ISCP TalkJune 28, 2022, 6–7pm
Artists at Work: Pavlo Grazhdanskij with Volk Lika and Anton Varga
For Artists at Work, ISCP’s current resident from Ukraine, Pavlo Grazhdanskij, will speak with Volk Lika and Anton Varga.
In their conversation, they will discuss working with archival and found materials, countering online disinformation, gathering evidence as an art practice, artistic agency during war, and which artistic medium makes sense (if any) in times of crisis.
Pavlo Grazhdanskij researches strategies of representation from the perspective of Ukrainian culture. He addresses problematics of documentary and found material; artistic approaches and manual labor in data processing and collection; dead-ends and turns of logics of sustainable states; biopolitics; reproduction techniques of existence, including themes of cycles, traditions, rituals, fate, authoritarianism, insuperability, and survival strategies; and abstraction, collaborationism, and intentionality. Grazhdanskij has exhibited at Detenpyla gallery, Lviv; Sörnäinen public bomb shelter, Helsinki; and Rosa’s House of Culture, Saint Petersburg among other venues.

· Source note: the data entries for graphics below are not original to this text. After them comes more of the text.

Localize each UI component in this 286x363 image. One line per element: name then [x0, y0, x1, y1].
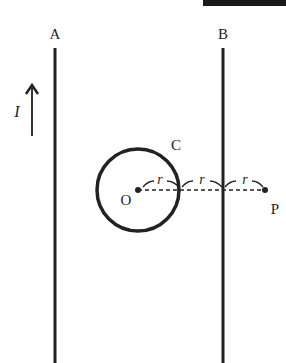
spacing-label-1: r [157, 172, 163, 187]
spacing-label-3: r [242, 172, 248, 187]
wire-a-label: A [50, 26, 61, 42]
point-label: P [271, 201, 279, 217]
loop-label: C [171, 137, 181, 153]
current-label: I [13, 103, 20, 120]
current-arrow-icon [26, 85, 38, 136]
point-p [262, 187, 268, 193]
physics-diagram: A B I C O P r r r [0, 0, 286, 363]
wire-b-label: B [218, 26, 228, 42]
center-point [135, 187, 141, 193]
center-label: O [121, 192, 132, 208]
cropped-header-text [203, 0, 286, 6]
spacing-label-2: r [199, 172, 205, 187]
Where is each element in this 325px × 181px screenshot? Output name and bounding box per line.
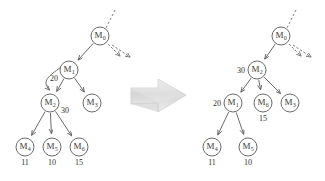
tree-node-m2[interactable]: M2: [41, 94, 59, 112]
node-label: M: [86, 97, 94, 107]
node-weight-label: 30: [237, 66, 245, 75]
tree-edge: [259, 80, 261, 90]
node-value-label: 15: [75, 158, 83, 167]
node-subscript: 1: [236, 102, 239, 108]
tree-node-m3[interactable]: M3: [83, 94, 101, 112]
tree-edge: [56, 111, 72, 135]
tree-node-m3[interactable]: M3: [281, 94, 299, 112]
node-subscript: 4: [215, 146, 218, 152]
node-value-label: 11: [208, 158, 216, 167]
node-value-label: 10: [244, 158, 252, 167]
node-label: M: [257, 97, 265, 107]
tree-before-nodes: M0M120M230M3M411M510M615: [16, 27, 109, 167]
node-label: M: [242, 141, 250, 151]
node-subscript: 4: [28, 146, 31, 152]
incoming-dotted-edge: [106, 10, 115, 28]
node-subscript: 3: [293, 102, 296, 108]
tree-edge: [236, 112, 243, 134]
tree-edge: [241, 78, 251, 92]
tree-edge: [264, 77, 280, 93]
tree-node-m4[interactable]: M4: [203, 138, 221, 156]
heap-restructure-figure: M0M120M230M3M411M510M615 M0M230M120M615M…: [0, 0, 325, 181]
node-subscript: 6: [266, 102, 269, 108]
node-subscript: 3: [95, 102, 98, 108]
tree-edge: [50, 113, 51, 134]
node-label: M: [275, 30, 283, 40]
node-label: M: [73, 141, 81, 151]
tree-node-m5[interactable]: M5: [43, 138, 61, 156]
node-subscript: 2: [260, 69, 263, 75]
incoming-dotted-edge: [287, 10, 296, 28]
node-weight-label: 30: [61, 106, 69, 115]
tree-edge: [78, 43, 93, 60]
node-label: M: [94, 30, 102, 40]
node-subscript: 6: [82, 146, 85, 152]
tree-before-edges: [32, 10, 130, 136]
node-label: M: [63, 64, 71, 74]
node-label: M: [44, 97, 52, 107]
tree-after-nodes: M0M230M120M615M3M411M510: [203, 27, 299, 167]
node-subscript: 0: [103, 35, 106, 41]
node-subscript: 1: [72, 69, 75, 75]
node-subscript: 5: [251, 146, 254, 152]
tree-node-m0[interactable]: M0: [272, 27, 290, 45]
tree-edge: [265, 44, 275, 59]
node-subscript: 0: [284, 35, 287, 41]
tree-edge: [218, 112, 229, 135]
tree-edge: [32, 112, 45, 136]
tree-node-m5[interactable]: M5: [239, 138, 257, 156]
tree-node-m6[interactable]: M6: [254, 94, 272, 112]
node-label: M: [284, 97, 292, 107]
tree-node-m6[interactable]: M6: [70, 138, 88, 156]
node-value-label: 10: [48, 158, 56, 167]
node-label: M: [46, 141, 54, 151]
node-label: M: [227, 97, 235, 107]
node-weight-label: 20: [50, 74, 58, 83]
node-value-label: 15: [259, 114, 267, 123]
node-value-label: 11: [21, 158, 29, 167]
node-weight-label: 20: [213, 99, 221, 108]
tree-node-m4[interactable]: M4: [16, 138, 34, 156]
tree-node-m0[interactable]: M0: [91, 27, 109, 45]
tree-node-m1[interactable]: M1: [60, 61, 78, 79]
tree-edge: [75, 78, 85, 92]
node-label: M: [251, 64, 259, 74]
node-label: M: [206, 141, 214, 151]
node-label: M: [19, 141, 27, 151]
tree-node-m1[interactable]: M1: [224, 94, 242, 112]
tree-node-m2[interactable]: M2: [248, 61, 266, 79]
node-subscript: 5: [55, 146, 58, 152]
transition-arrow: [131, 79, 186, 112]
node-subscript: 2: [53, 102, 56, 108]
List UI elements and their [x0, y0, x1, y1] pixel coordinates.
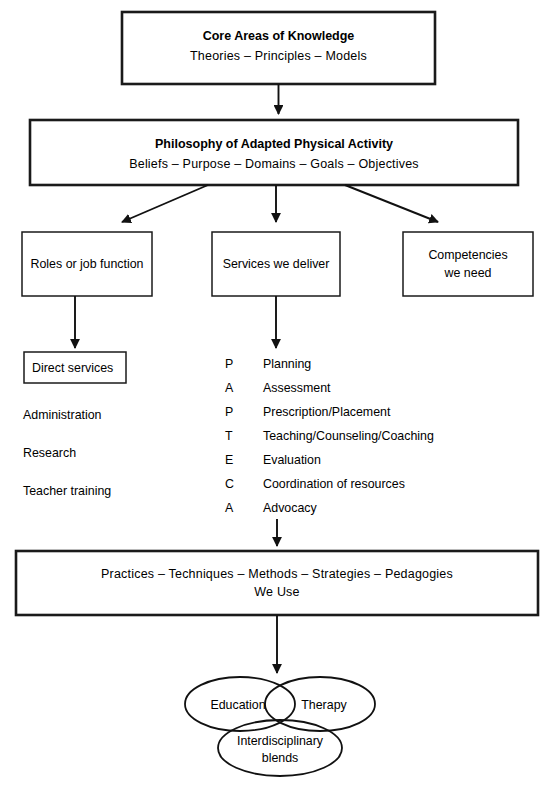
- branch-box-roles: Roles or job function: [22, 232, 152, 296]
- connector-philosophy-to-competencies: [345, 185, 438, 222]
- practices-line1: Practices – Techniques – Methods – Strat…: [101, 567, 453, 581]
- papteca-letter-3: T: [225, 429, 233, 443]
- venn-label-interdisciplinary-line2: blends: [262, 751, 299, 765]
- services-box-label: Services we deliver: [223, 257, 330, 271]
- philosophy-title: Philosophy of Adapted Physical Activity: [155, 137, 393, 151]
- competencies-box-label-line1: Competencies: [428, 248, 507, 262]
- papteca-label-3: Teaching/Counseling/Coaching: [263, 429, 434, 443]
- flowchart-canvas: Core Areas of Knowledge Theories – Princ…: [0, 0, 559, 789]
- roles-list-item-teacher-training: Teacher training: [23, 484, 111, 498]
- philosophy-box-rect: [30, 120, 518, 185]
- papteca-label-0: Planning: [263, 357, 311, 371]
- flowchart-diagram: Core Areas of Knowledge Theories – Princ…: [0, 0, 559, 789]
- direct-services-label: Direct services: [32, 361, 113, 375]
- venn-label-education: Education: [210, 698, 265, 712]
- core-areas-box: Core Areas of Knowledge Theories – Princ…: [122, 12, 435, 84]
- papteca-label-2: Prescription/Placement: [263, 405, 391, 419]
- papteca-label-4: Evaluation: [263, 453, 321, 467]
- papteca-letter-6: A: [225, 501, 234, 515]
- venn-ellipse-interdisciplinary: [218, 720, 342, 776]
- practices-line2: We Use: [254, 585, 299, 599]
- roles-list-item-research: Research: [23, 446, 76, 460]
- philosophy-subtitle: Beliefs – Purpose – Domains – Goals – Ob…: [129, 157, 419, 171]
- papteca-letter-1: A: [225, 381, 234, 395]
- connector-philosophy-to-roles: [122, 185, 208, 222]
- papteca-letter-2: P: [225, 405, 233, 419]
- papteca-label-5: Coordination of resources: [263, 477, 405, 491]
- branch-box-services: Services we deliver: [212, 232, 340, 296]
- competencies-box-rect: [403, 232, 533, 296]
- core-areas-title: Core Areas of Knowledge: [203, 29, 355, 43]
- papteca-letter-5: C: [225, 477, 234, 491]
- venn-label-therapy: Therapy: [301, 698, 347, 712]
- direct-services-box: Direct services: [24, 352, 126, 383]
- papteca-list: P Planning A Assessment P Prescription/P…: [225, 357, 434, 515]
- papteca-label-1: Assessment: [263, 381, 331, 395]
- practices-box-rect: [16, 551, 538, 615]
- core-areas-subtitle: Theories – Principles – Models: [190, 49, 367, 63]
- papteca-label-6: Advocacy: [263, 501, 318, 515]
- branch-box-competencies: Competencies we need: [403, 232, 533, 296]
- philosophy-box: Philosophy of Adapted Physical Activity …: [30, 120, 518, 185]
- core-areas-box-rect: [122, 12, 435, 84]
- venn-diagram: Education Therapy Interdisciplinary blen…: [185, 677, 375, 776]
- venn-label-interdisciplinary-line1: Interdisciplinary: [237, 734, 324, 748]
- roles-box-label: Roles or job function: [31, 257, 144, 271]
- competencies-box-label-line2: we need: [444, 266, 492, 280]
- roles-list-item-administration: Administration: [23, 408, 102, 422]
- practices-box: Practices – Techniques – Methods – Strat…: [16, 551, 538, 615]
- papteca-letter-0: P: [225, 357, 233, 371]
- papteca-letter-4: E: [225, 453, 233, 467]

Volk Lika is an artist, and organizer based in New York. In 2020 she organized The Always Fresh art space in the foreclosed pizzeria on the Lower East Side of New York and in 2019 founded Cultural Capital Introspection international program (USA-UA), supported by the American Embassy in Kyiv. She is a recipient of the fellowship of Queens Museum Studio Program, Flushing, NY, and and American Academy in Rome finalist. Her work has been shown at the Museum of Art and Design, NY; Queens Museum of Art, NY; PERFORMA, NY; Luminary, St. Louis; the Ross Art Museum in Ohio; and Knockdown Center Gallery, Brooklyn.
Anton Varga is a visual artist and curator born in Uzhhorod, Ukraine, who received his M.F.A. from Kharkiv Academy of Design and Arts, and, since 2015, has been based in New York, NY. As co-founder and member of Open Group, he was a participant of the pavilion of Ukraine at the 56th Venice Biennale (2015) and curator of the pavilion of Ukraine at the 58th Venice Biennale (2019).
This program is supported, in part, by AES+F; New York City Department of Cultural Affairs, in partnership with the City Council; New York City Council District 34; New York State Council on the Arts and the New York State Legislature; The Milton and Sally Avery Arts Foundation; and William Talbott Hillman Foundation.